[The images in this post should appear in larger form when clicked. I’m not sure what happened. You’ll have to trust my transcriptions.]
Attention, shoppers: Post is marketing "Vintage Package Editions" of Grape-Nuts, Raisin Bran, and Spoon Size Shredded Wheat, three of its dowdier cereals. The boxes are pretty graceless objects, heavy on drab brown-yellow-pinks that recall the Formica surfaces found in mid-20th-century school lunchrooms. As far as I can tell, these boxes correspond to no Post designs of the past. But it's not the fake-vintage look that appalls me; it's the shoddy work on the backs of the Grape-Nuts and Spoon Size Shredded Wheat boxes. (Raisin Bran, for some reason, went its own way, free of error.)

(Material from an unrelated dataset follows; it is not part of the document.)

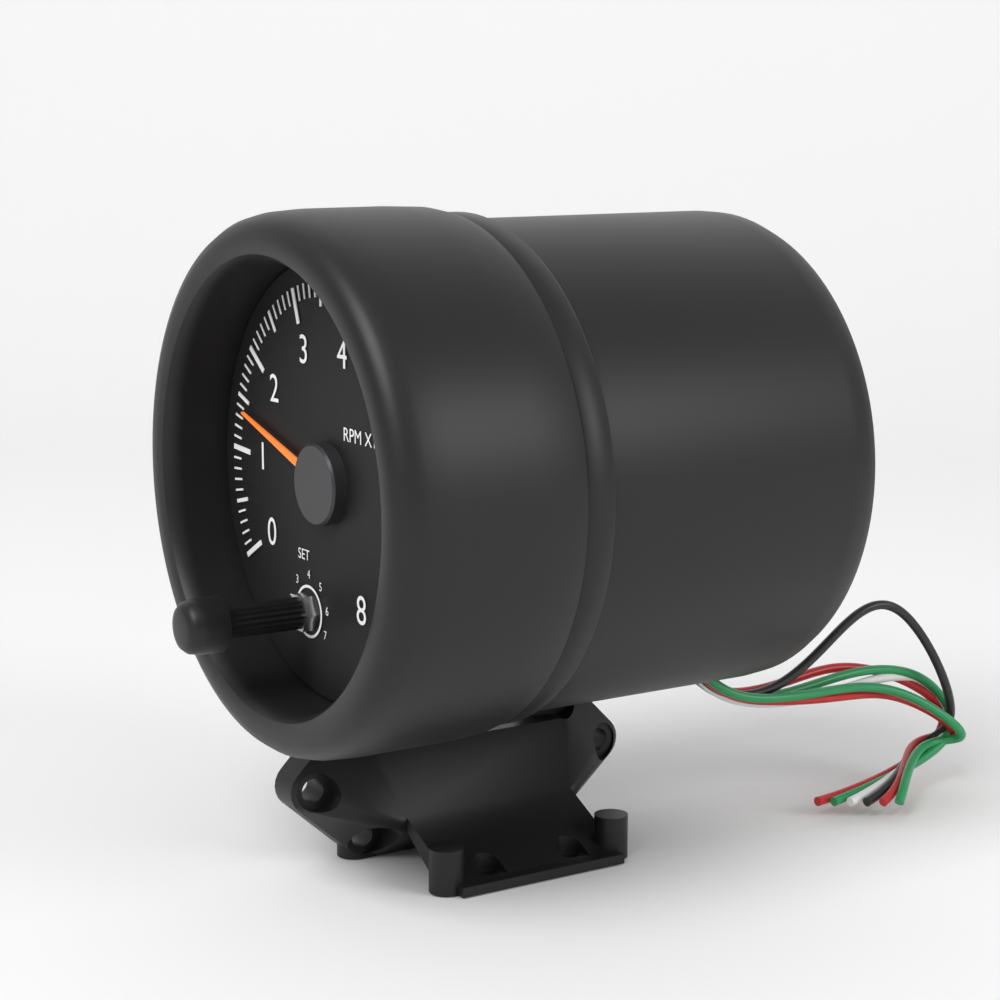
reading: 1.4 RPM x1000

Consider the back of the Grape-Nuts box:
The word
its at the top right should be
it's.
Two dates (!) are given for the invention of Grape-Nuts: 1897 and 1898.
The word
man (in the 1978 sentence) takes us back to the language of an old textbook. The word is also oddly used: it's not the several-thousand-year-old "man" who made bread into a cereal but C.W. Post.
The word
compliment (in the 1995 sentence) should be
complement: "Grape-Nuts is a nutritious complement to a healthy lifestyle." The sentence needs work though in larger ways:
Approaching the millennium, the 90's were all about taking stock — and rediscovering that Grape-Nuts is a nutritious complement to a healthy lifestyle.
Approaching is a dangling participle, and a silly one: the decade wasn't approaching the millennium, no more than Saturday is approaching Sunday. It seems silly too to associate Grape-Nuts with a thousand-year mark on a calendar. The words "taking stock" and "healthy lifestyle" suggest that people were giving up their 1980s (no apostrophe) lives of excess (cocaine and Studio 54) for Grape-Nuts. And cereal is, logically, not a complement to a way of life but a part of it. Better:
In the 1990s, Grape-Nuts gained even greater popularity as a nutritious part of healthy living.
This box is further distinguished by typographical blunders and oddities. There is no discernible logic to the use of red and blue text.
Grape-Nuts is sometimes red, sometimes blue, sometimes in italics, sometimes not. Why (in the 1955 sentence) is
for energy in red and
an explorer in blue-bold? Note too how clumsy the design is: the words in red often fall below the baseline, and their spacing is often off:
The back of the Spoon Size Shredded Wheat box is another mess:
The 1892 sentence is a wreck of punctuation and syntax:
Lawyer and inventor, Henry Drushel Perky's, experiments in Watertown, New York with business partner, William Henry Ford, prove fruitful when they finally succeed in making a machine that shreds whole wheat.
This sentence is cluttered and ungainly, and it carries the goofy implication that Perky was, err, experimenting with his partner. Note too that if one succeeds in making something, one has made it. Better:
In Watertown, New York, inventor Henry Drushel Perky and business partner William Henry Ford make a machine that shreds whole wheat.
In the 1928 sentence,
aquires should be
acquires. Sheesh!
The 1961 sentence is awkward:
The size of the Shredded Wheat Juniors biscuit is made even smaller and relaunched as Spoon Size Shredded Wheat cereal.
It's not the size that's relaunched. Better:
The Shredded Wheat Juniors biscuit is made smaller and relaunched as Spoon Size Shredded Wheat.
On this box too the design is a mess, with the words in red sometimes in bold, sometimes not. And here, the red text sometimes floats above the baseline.
Carelessness and lack of consistency in design reach a low point in the 1997 sentence:
[Red, black italic bold, black — all in the name of a single cereal.]
One can browse issues of
Life and
Time from the 1930s and 1940s and find text-heavy advertisements in impeccable prose, not a word misplaced. How many eyes looked upon these cereal-box designs and saw nothing wrong? These sorts of mistakes in the work of a major American corporation suggest that, yes, we're slipping.
[This post is no. 21 in a very occasional series, "How to improve writing," dedicated to improving stray bits of published prose. Title with apologies to Jonathan Edwards, who never tasted Post cereals.]